1. Home
  2. Home
  3. Species Profiles
  4. Eurasian Wigeon (Anas penelope)

Eurasian Wigeon (Anas penelope)

The Wigeon provides a good example of how a bird uses various features of its plumage in display. Look at a male Wigeon in flight, and you will be struck by its brilliant white forewing. On the water, when rivals want to threaten each other, they casually lift their folded wings high above their backs for a moment, showing off the white markings to full effect. If you see a male Wigeon on the water, it is hard to miss its straw-coloured forehead. Similarly, when the dominant male in a displaying group wishes to demonstrate its superiority off to a female, it faces her, raises the feathers on its forehead, and moves its bill slightly from side to side, exaggerating and showing off that choice feature. No other male ducks have similar plumage marks to the Wigeon, and no others perform these highly specific displays.
Wigeon flock

Wigeon flock, Dorset, UK (Dave Kjaer)


This attractively coloured duck belongs to a group known as the surface-feeding, or dabbling ducks, the ones that do not dive under the water to get their food. Each of the dabblers is ecologically distinct from the other, and the Wigeon is special by being the consummate grazer of the group, feeding not so much on the water but on the land, and eating grass, leaves, stems and roots. When foraging, Wigeons often gather in densely packed flocks, covering the grassy swards with their bodies, and spilling forward like an incoming tide. Each has the unusual combination of a small bill and an exceedingly strong jawbone, which enables them to pull up the grass with great vigour and make use of the bill’s cutting edge at the same time.
Wigeon flock

Wigeon flock grazing, Gloucestershire, UK (Dave Kjaer)


Sometimes Wigeons abandon their grazing habit for a short while and make use of other methods instead. They will quite readily swim on the water surface and dabble, and sometimes they up-end, although they perform this manoeuvre less often than most other ducks. Perhaps their most interesting secondary foraging method, though, is to be something of a pest to other birds. Quite a few other wildfowl share the Wigeon’s vegetarian diet, and Wigeons will, at times, feed off their scraps. Mute Swans, for example, can reach plant matter growing well down on the lake bed, and in the process of bringing a mouthful to the surface, they inevitably lose some from their grasp. To take advantage of this, Wigeons have been known to position themselves virtually under a swan’s neck ready to catch the spillage, and they sometimes do the same to White-fronted Geese. Coots, for their part, dive to get food, but they must come to the water surface to swallow it, so they, too, often find a Wigeon in close attendance upon rising.

The Wigeon breeds only in northern Europe, although it is not closely attached to Arctic regions and avoids open tundra. In fact, it often nests in quite bushy habitats, so long as these are by lakes or marshes; and occasionally it will even select a site among trees. The nest is always on the ground, and very well concealed in low cover.

Few duck are as vocal, and memorably so, as the Wigeon. Throughout the pairing season in autumn and winter the males constantly utter an excited, almost surprised exclamatory whistle, while the females grunt approvingly.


WHAT TO PRODUCE :: Your copy starts at the line containing "Find the location" and ends at the last line of the material below. Reproduce those lines exactly, with no pictures.
Segment Start: MATERIAL PROVIDED
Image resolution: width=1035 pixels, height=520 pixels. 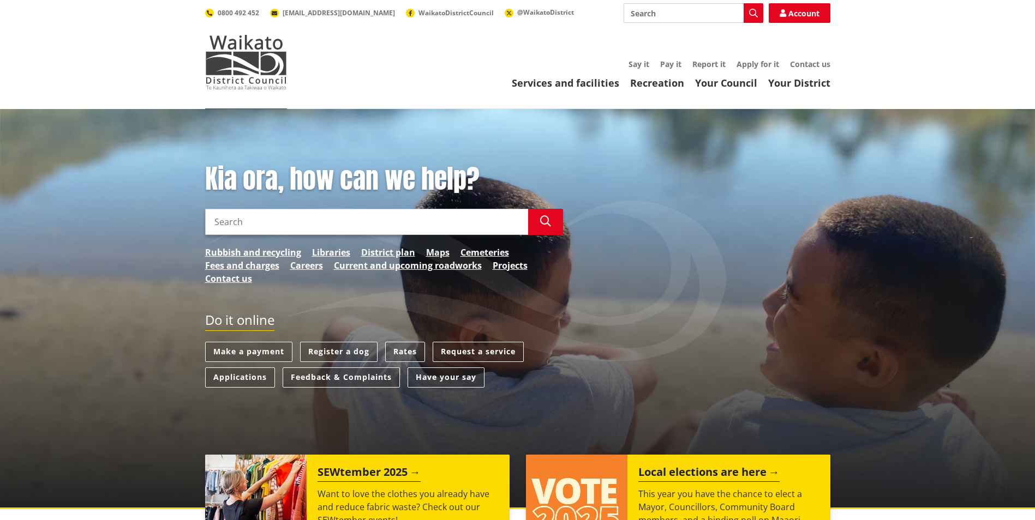 What do you see at coordinates (384, 179) in the screenshot?
I see `h1: Kia ora, how can we help?` at bounding box center [384, 179].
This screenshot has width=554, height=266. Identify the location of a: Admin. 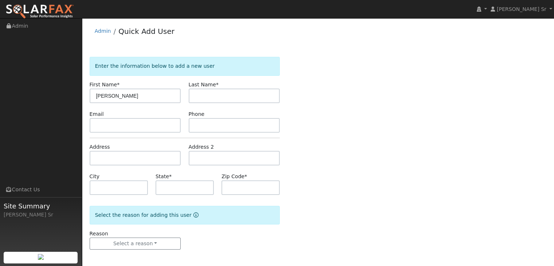
(103, 31).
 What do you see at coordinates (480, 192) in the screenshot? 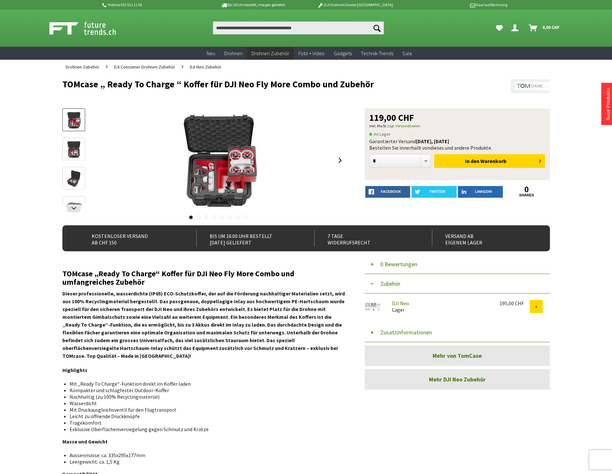
I see `a: LinkedIn` at bounding box center [480, 192].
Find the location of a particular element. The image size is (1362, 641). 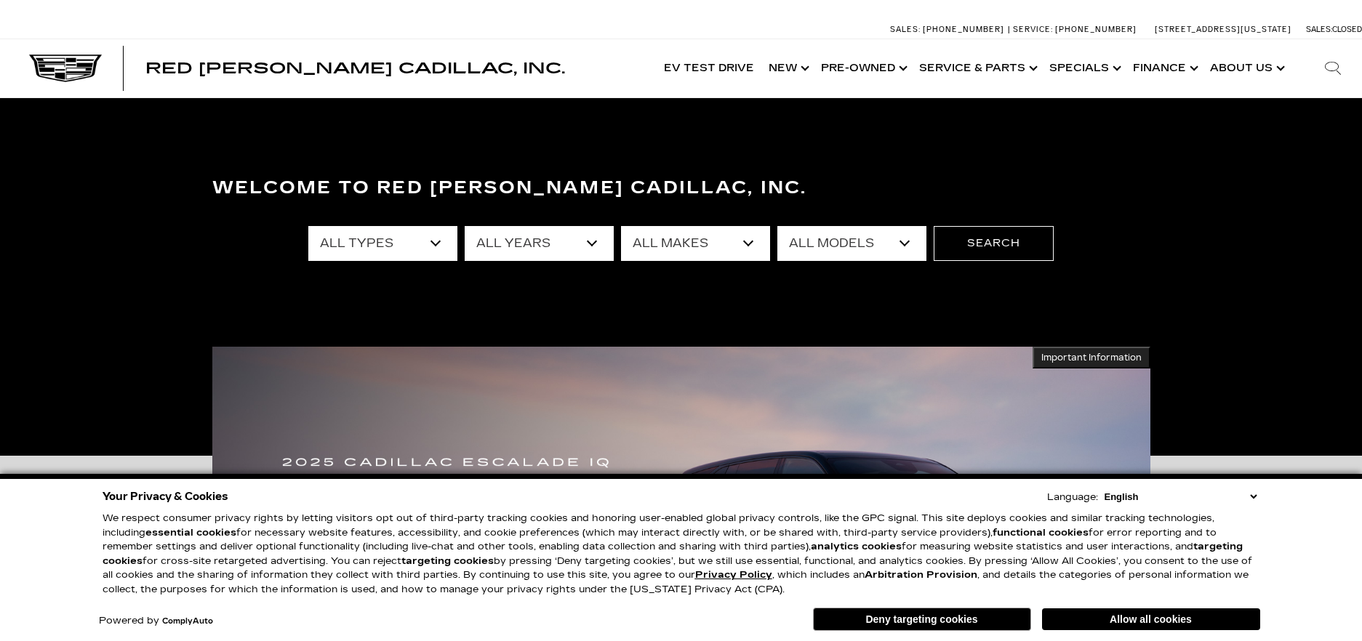

a: Finance is located at coordinates (1164, 68).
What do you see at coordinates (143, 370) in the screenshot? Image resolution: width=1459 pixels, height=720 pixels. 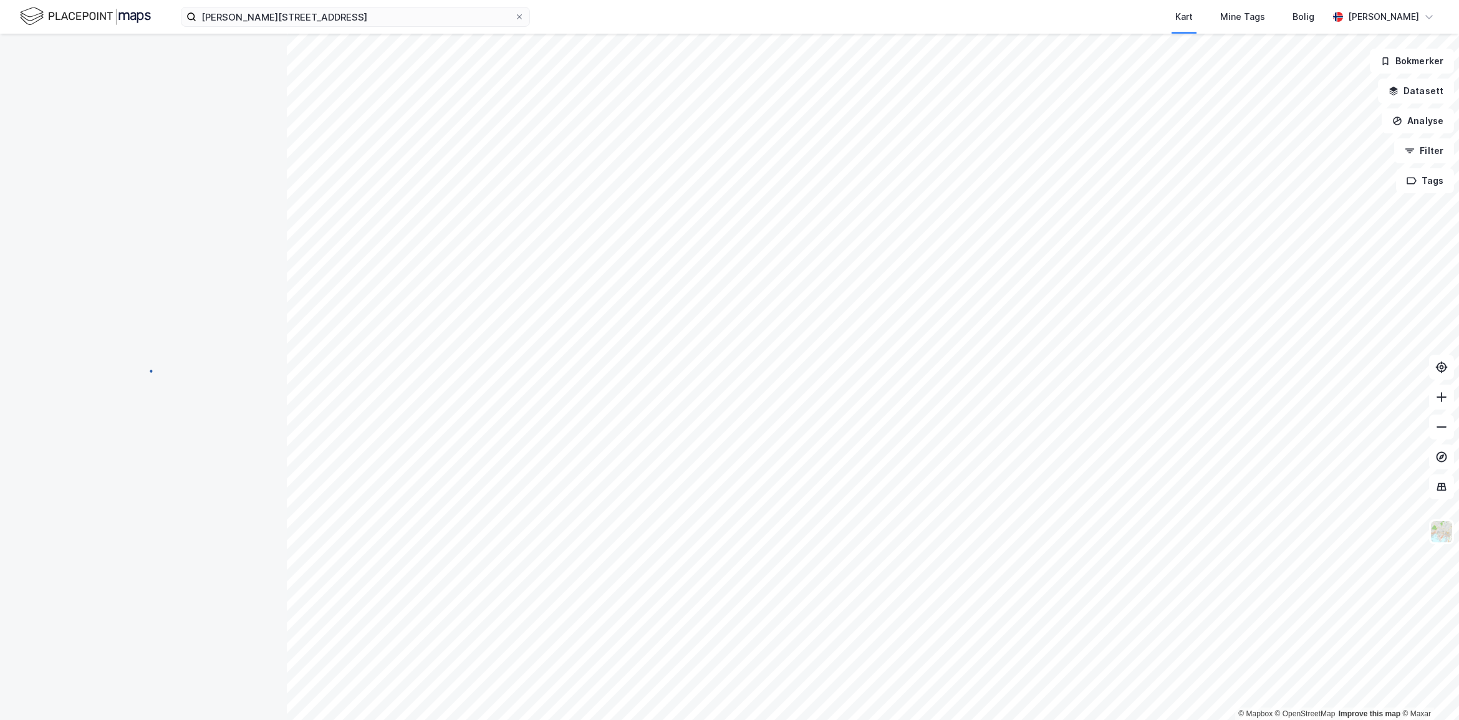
Segment End: MATERIAL PROVIDED
EXERCISE RESPONSE ::
Find the location of a particular element. The image size is (1362, 641). 

a: Finance is located at coordinates (1164, 68).
What do you see at coordinates (143, 370) in the screenshot? Image resolution: width=1459 pixels, height=720 pixels. 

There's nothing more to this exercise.